My delight in the goldfinches links me back to my Grandfather’s love of ‘all things great and small’ and to the benediction of his transmitted wisdom. The lavender is my Grandmother’s gentle, loving presence.

These do not need to be conscious or articulated thought processes. But as I have cultivated joy, they increasingly underpin and amplify my experience. Joy, it seems, for me at least, can be cumulative.

Bodily delight

Saint Thomas Aquinas distinguishes bodily delights from the delights of the soul and thus joy. I’m guessing he is referring here to ‘pleasure’ and ‘sensation’. I think, though, there are other dimensions to bodily delight.

Like many of us as we age, I see my mother in my hands. I sometimes hear her in the words that emerge from my mouth. I think the delight I feel lies in a sense of recognition, perhaps even of presence, of continuity and, again, of connection.

As I spoon round my husband each morning, there is always a flash of joy. Yes, that dear familiarity, that skin on skin delight in touch is still the first layer, even 30 years on. But it also connects me to the whole of our history together, all the growth, learning and co-creation, the deepening of mature love.

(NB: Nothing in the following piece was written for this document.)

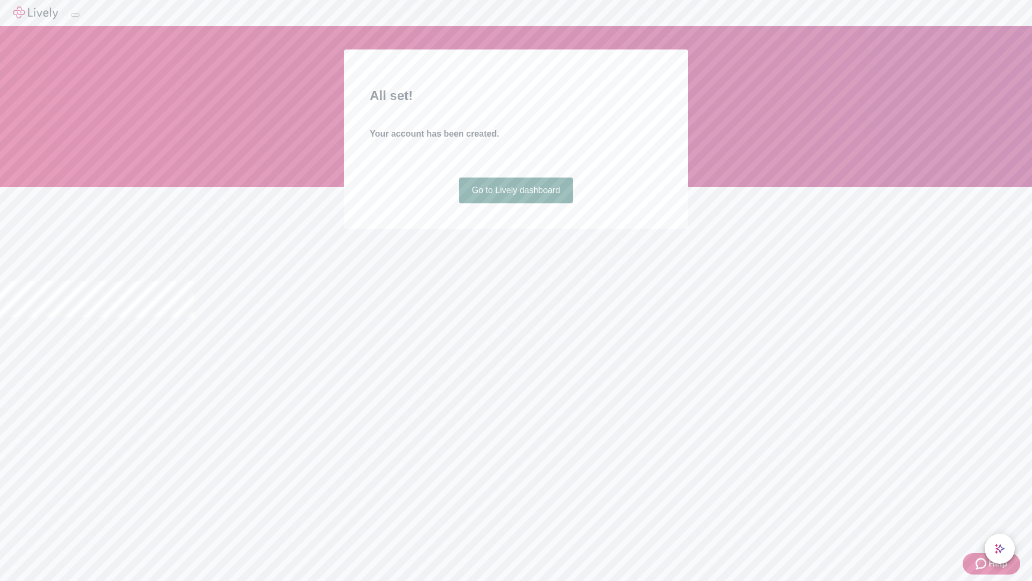 This screenshot has height=581, width=1032. Describe the element at coordinates (982, 563) in the screenshot. I see `svg: Zendesk support icon` at that location.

And, recently, I seem to have moved into a new relationship with my body as simultaneously separate from and integral to that which constitutes ‘I am’. With this has come an unaccustomed tenderness and compassion, as well as a stream of fresh awareness and delight. A fleeting perception of my body as a community of cells within that greater community that is existence was just the kind of momentary glimpse of absolute belonging within the flow of all that is that forms part of my definition of joy.

Joy and gratitude as an act of resistance

Whether it’s the transcendent joy of sacred ritual or the simple joy of cultivating a garden, the pursuit of joy amid great struggle is a way to tend our humanity when it is most threatened. . . Joy is also a manifestation of abundance.

Although a key focus of my life has been an ability to help create the circumstances that support change for individuals and organizations, I’ve never really identified as an activist. I have always believed that the deepest and most enduring change always begins with the individual. So in looking at joy and gratitude in the context of resistance my focus is a more subtle, personal form of resistance.

At the most basic level, if joy underpins resilience and hope then it offers each one of us resistance against the negative emotions, the despair that might otherwise overwhelm us in dark times. There is great power in this.

To lay claim to joy and gratitude when the collective mood is one of loss, fear, grief and anger is to reassert our humanity, our vitality. By choosing to cultivate our capacity for joy, we retain the ability to expand rather than contract, which in turn drives our ability to embrace and energize change and so to move forward.

Similarly, in challenging times, the rootedness of joy in connection holds back the tides of isolation and alienation, certainly for self and possibly for others. We remain able to function from an abundance mindset.

Whilst it may seem counterintuitive to be joyful in the face of social ills and struggle, joy actually increases our ability to engage with the world empathically and effectively.

The more we turn toward others, the more joy we experience, and the more joy we experience, the more we can bring joy to others. The goal is not just to create joy for ourselves but . . . to be a reservoir of joy, an oasis of peace, a pool of serenity that can ripple out to all those around you.

These last few difficult months have gifted many of us with an opportunity to turn our gaze inward. Although I have, like most people, struggled at times, I have been surprised to discover an increasingly persistent undercurrent of joy. Sometimes this brings feelings of guilt. How can it be OK to experience joy when so many are suffering?

This takes me back to that sense of joy as underpinning the capacity to encompass both the ecstasy and the agony of living and being human. Those of us who are able to tap into this capacity and to keep joy alive are, to an extent, light bringers and keepers of the flame. I can’t think of a much more profound act of resistance.